Last year, Campos-Pons was selected to receive the Rappaport Prize. She has lectured in many museums worldwide, including MoMA, the Tate Modern, the Brooklyn Museum and the School of Art in Dakar. She works and lives in Boston.
The opening is tonight, Saturday Nov. 8 from 5-8PM at H&F Fine Arts, located at 3311 Rhode Island Avenue, Mount Rainier, Maryland and their gallery phone is 301/887-0080.
See ya there!
Come join me tonight
Tonight H&F Fine Arts proudly and elegantly hosts artwork by some of the best known Cuban artists from Cuba and from the Cuban Diaspora. I called the show "Aqui Estamos" or "Here We Are," as sort of a footprint statement for these important artists making an exclamation point to the Greater DC area.
On the walls are drawings, photographs, paintings and etchings by Magdalena Campos-Pons, Kcho, Sandra Ramos, Cirenaica Moreira, Marta Maria Perez Bravo, Aimee Garcia Marrero and Roberto Acosta Wong.
Read this about Magda Campos-Pons and then come see the gorgeous triptych titled "Island Treasure" that I selected for the show.
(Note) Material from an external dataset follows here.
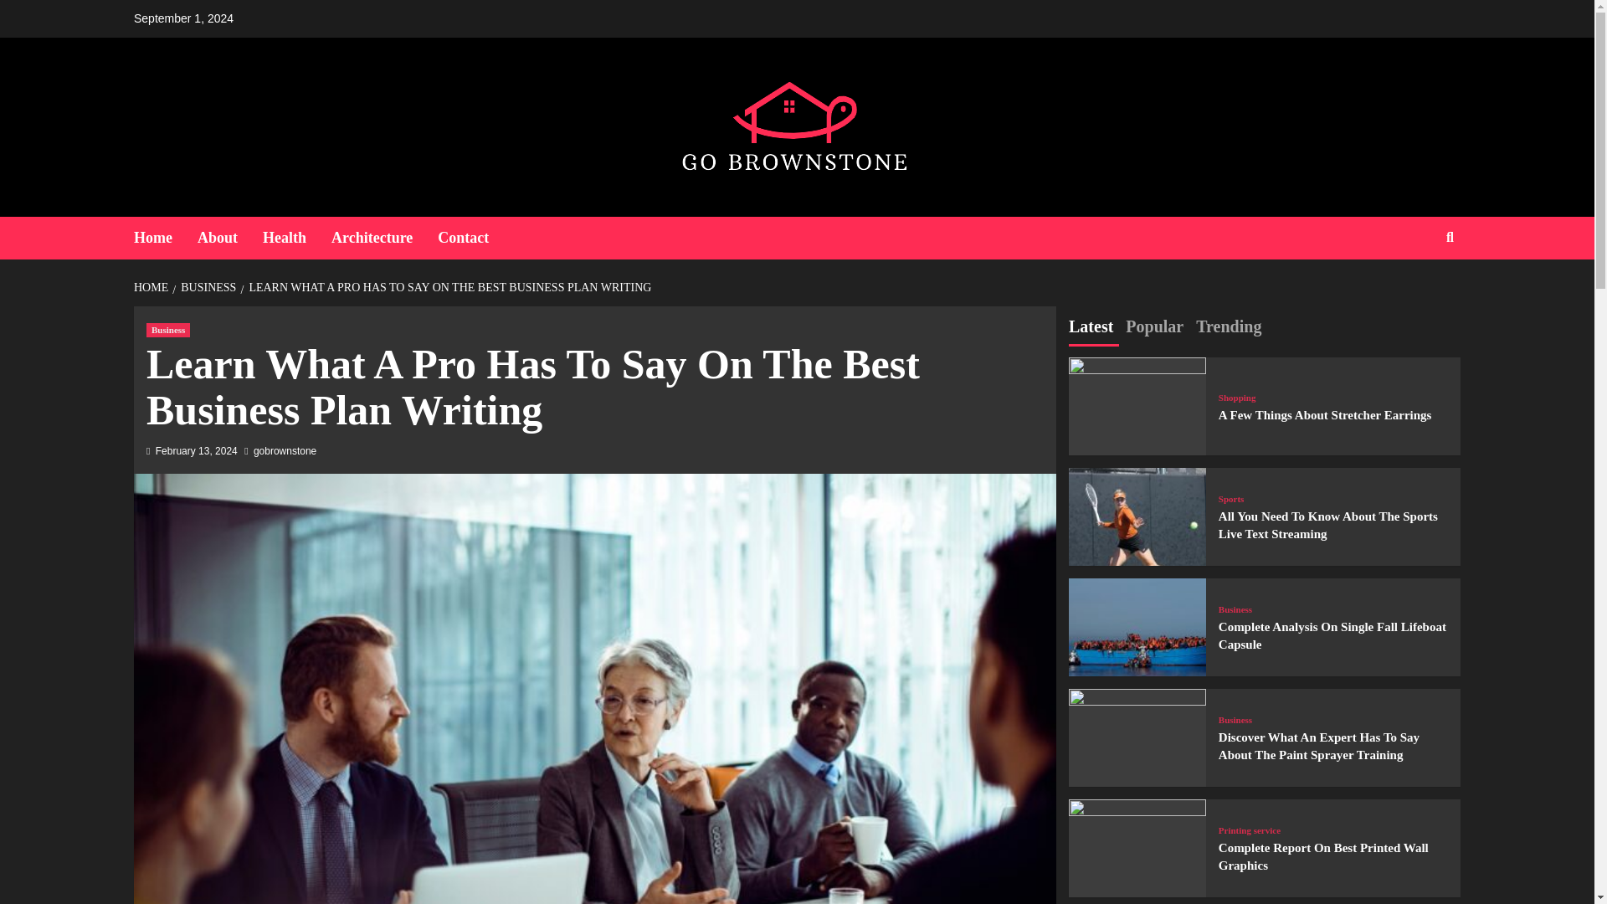 This screenshot has width=1607, height=904. What do you see at coordinates (1411, 291) in the screenshot?
I see `Search` at bounding box center [1411, 291].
María Magdalena Campos-Pons. Island Treasures. Large Format Polaroids
The opening is tonight, Saturday Nov. 8 from 5-8PM at H&F Fine Arts, located at 3311 Rhode Island Avenue, Mount Rainier, Maryland and their gallery phone is 301/887-0080.
See ya there!
Friday, November 07, 2008
Podcasting
My good friend Sharon Burton interviewed me recently for "New ArtCast: Art Collecting 101 - Navigating the Art Fair".
Listen to it here.
El Mejor Arte Cubano
The work is hung and looks beautiful, and the usual hiccups are mostly out of the way, and the really cool spaces of H&F Fine Arts look great full of work by some of the best known Cuban artists from Cuba and from the Cuban Diaspora.
On the walls are drawings, photographs, paintings and etchings by Magdalena Campos-Pons, Kcho, Sandra Ramos, Cirenaica Moreira, Marta Maria Perez Bravo, Aimee Garcia Marrero and Roberto Acosta Wong.
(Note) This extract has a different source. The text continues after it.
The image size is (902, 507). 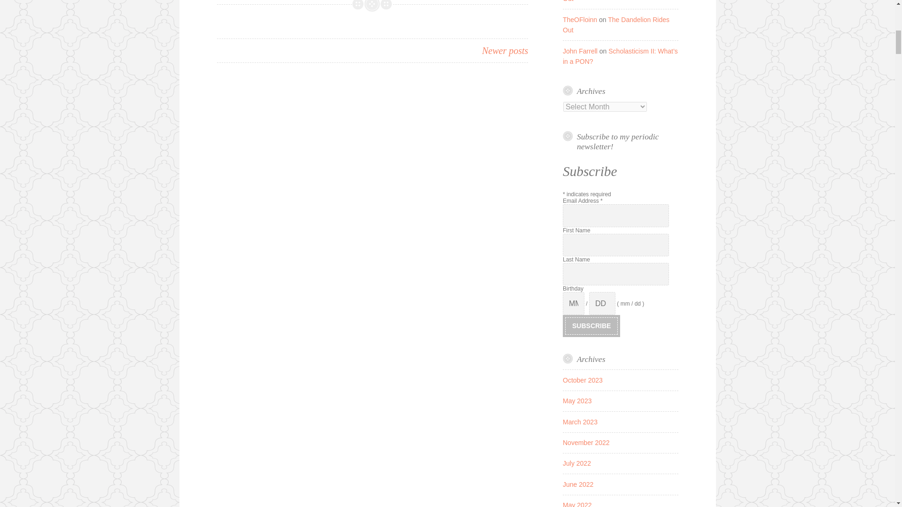 I want to click on October 2023, so click(x=582, y=380).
"Isla" Mixed media collage by Sandra Ramos
As far as I know, these will be the first time that both Kcho (Alexis Leyva Machado) and Magda Campos-Pons have exhibited in the Greater DC area, although they are both in the permanent collection of MoMA and other major museums around the world.
The opening is tomorrow night, Saturday Nov. 8 from 5-8PM at H&F Fine Arts, located at 3311 Rhode Island Avenue, Mount Rainier, Maryland and their gallery phone is 301/887-0080.
See ya there!
Wanna go to an opening tonight in Baltimore
Recent artworks by Dan May, Jason Limon, Michael Page, Benji Williams, Martin Wittfooth, Andy Kehoe, Benjamin Lacombe, Chris Ryniak and Colin Johnson will be on view at Baltimore's Definition Gallery's "Dreamscapes", an exhibition featuring nine national artists that explore surreal landscapes and the creatures that inhabit them. Opens Friday, November 7th from 7-11pm.
Thursday, November 06, 2008
This Saturday in DC
While we hold our breath for the photographic orgy coming to DC in Fotoweek, you can get a good vision of what the medium can deliver as Heather Goss' Ten Miles Square opens their second show with Looking Sideways by Cesar Lujan at Big Bear Cafe. Saturday, opening reception 6:30 to 8:30 p.m.